Many small consulting firms sprang from TPC, and they will do well with what they learned.
I never missed a deadline, and it was real busy. Everyone took it very, very seriously. For instance, one day someone found one of my proposal coordinators crying in the ladies room, balling her eyes out, and totally unconsolable. I never saw her cry before about anything. I called her Sarge. She ran a tight ‘end of proposal’ book check with a voice so strong you would think you were the buck private in boot camp and she was an angry Drill Sergeant. She took great pride in her precision. She never missed anything. But that day, it seems the government called and said the required CD’s were not in her shipping boxes. They can throw you out, and this was a Work For Others (WFO) client. It was serious. After getting one of our ladies to make sure there were no razor blades in the ladies room, I set the crew to making new CD’s immediately. You don’t panic in my business. You take a deep breath and do it by the numbers. (You do this, you do this, and you do that!
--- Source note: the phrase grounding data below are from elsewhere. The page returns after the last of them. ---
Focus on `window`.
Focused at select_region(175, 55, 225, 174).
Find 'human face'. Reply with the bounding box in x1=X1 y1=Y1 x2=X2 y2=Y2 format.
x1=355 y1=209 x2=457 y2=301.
Move out!) Our partner EMCOR’s lead, Doug Rowles, called the CO and asked them to look again. Doug called us back right away. The CD’s were there in their packing material rubble pile. That coordinator never missed anything.
As I indicated there was never a raised voice in The Proposal Center. The worst debate I ever saw was whether or not to capitalize Warfighter. (We did not.) There was instead always a lot of laughter. I will always miss the laughter…and the hustle and the bustle.